Getting a kick drum to sound big, punchy, and professional is one of the most common challenges in mixing. Although “a great kick drum” means different things across genres — a hip-hop 808 is a different beast from a rock kick — the core principles are the same. Here are 7 techniques I use regularly to make kick drums cut through a mix.
1. Push the Mid Frequencies
Most people think the kick drum is all about the low end. It’s not. The perceived loudness of a kick drum depends heavily on the mid frequencies, as explained by the Fletcher-Munson curves. Our ear canals resonate around 1kHz to 3kHz, which means our hearing is most sensitive in that range.
The low end carries enormous energy, and there’s only so much you can push before saturating the channel. But pushing the mids gives you more perceived loudness without significantly increasing the level. This is especially important when you consider that most listeners use earbuds or laptop speakers that barely reproduce frequencies below 80Hz. Make sure your kick’s mid frequencies are present and clear — that’s what actually cuts through the mix. For more on this principle, read our guide on making the kick drum punchy.
2. Use Saturation
Saturation adds harmonics that make a kick drum sound thicker and more present. You can make a sampled kick sound considerably more powerful by running it through a saturation plugin or hardware unit. In some cases, even mild distortion gives the kick more grit and personality, helping it stand out in a busy mix.
A great approach: run a parallel channel of saturated kick drum alongside the original. This way, you add penetration and harmonic content without destroying the original transient. Watch how we perform parallel compression on kick drum using a Distressor and the Culture Vulture Super 15.
3. Triggering — Layer a Better Sample
Sometimes the original recording or sample simply isn’t powerful enough. No amount of EQ or saturation will fix a weak source. The solution: layer a better kick drum sample alongside the original using a trigger plugin like Steven Slate Trigger.
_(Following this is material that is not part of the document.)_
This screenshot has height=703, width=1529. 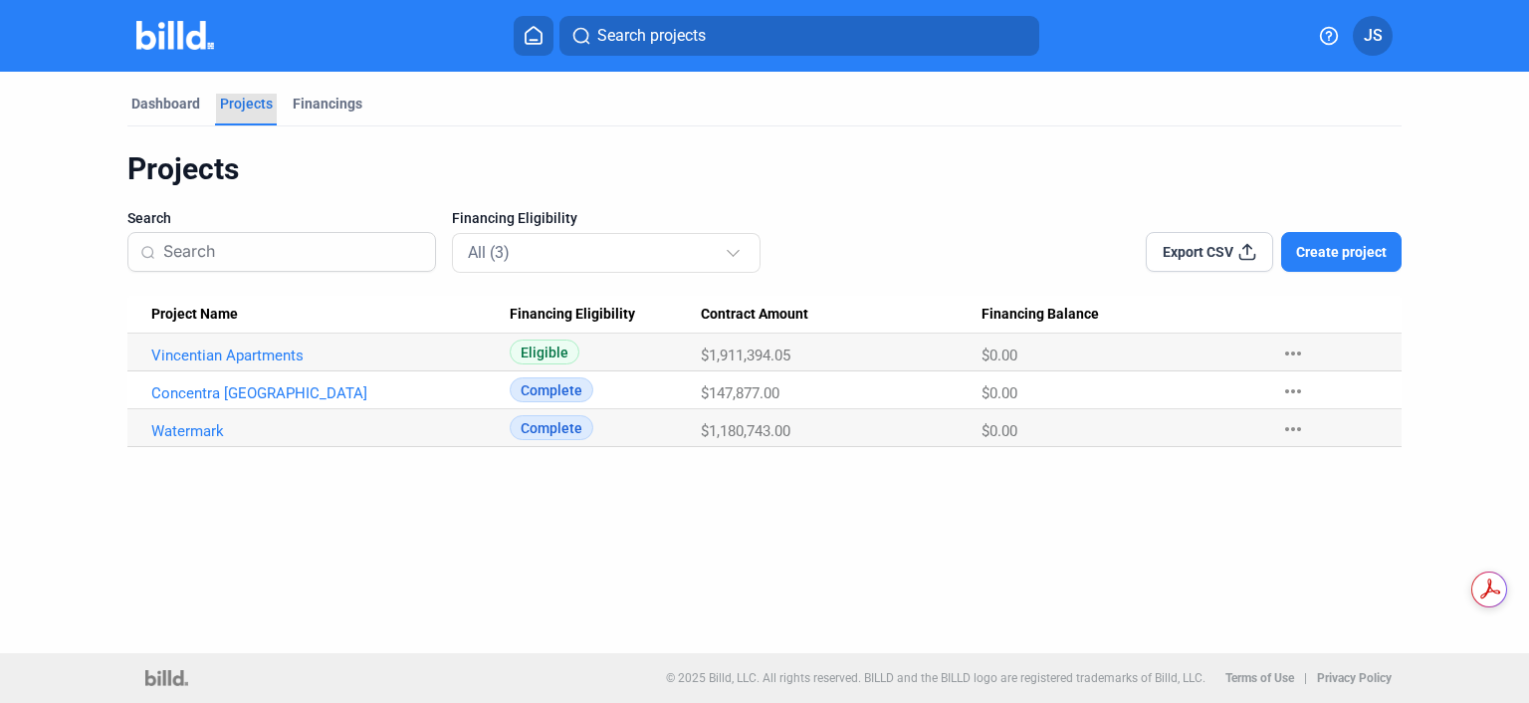 What do you see at coordinates (175, 35) in the screenshot?
I see `img: Billd Company Logo` at bounding box center [175, 35].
The key is keeping both sounds perfectly in phase — when they’re aligned, the speaker cones move together and the combined sound is significantly bigger than either alone.
4. Parallel Compression
Compression reduces the dynamic range of a sound so you can push it louder. But heavy compression on a kick drum can kill the transient — the initial snap that gives it punch. Parallel compression solves this: keep the original uncompressed kick on one channel, heavily compress a copy on a parallel channel, and blend them together. You get the density and sustain of compression without sacrificing the attack of the original. Read the full parallel compression guide for a detailed breakdown of this technique.
5. Parallel EQ
The same parallel principle works for EQ. If your kick drum needs more low end, you could EQ it directly — but that might compromise other frequencies. Instead, duplicate the channel, boost the low end on the copy (a Pultec-style EQ is ideal for this), and blend it with the original. Combining parallel compression and parallel EQ — compress first, then EQ the low end — can produce remarkably powerful results without altering the character of the original kick.
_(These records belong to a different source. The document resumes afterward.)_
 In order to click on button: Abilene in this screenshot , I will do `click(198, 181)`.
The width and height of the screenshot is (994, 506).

6. Make Space for the Low End
Only the kick drum and bass should occupy the low end of your mix. High-pass filter everything else — guitars, synths, vocals, even keyboards — to remove unnecessary sub-bass content. This clears space for the kick to breathe and prevents low-frequency buildup that eats headroom. We cover this in detail in our professional mixing guide and our 10 golden mixing rules.
7. Choose the Right 808 Sample
The 808 kick is a classic sound — and when it works, it works beautifully. But if your 808 doesn’t sound powerful enough, the answer usually isn’t more processing. It’s a different sample. Start with a strong source sound, and you’ll spend far less time trying to fix it in the mix.
Remember: in a mix, everything is about balance. You can get better results by finding the right balance between your instruments than by over-processing your kick drum in isolation. Keep a nice dynamic movement in your mix and make sure the bass drum has enough space to give your music a solid foundation.
Take Your Mixing Further
Master all the techniques for mixing drums and more in The Official Guide to Mixing. For a deep dive into tuning your kick to the key of the track, check out our note to frequency chart.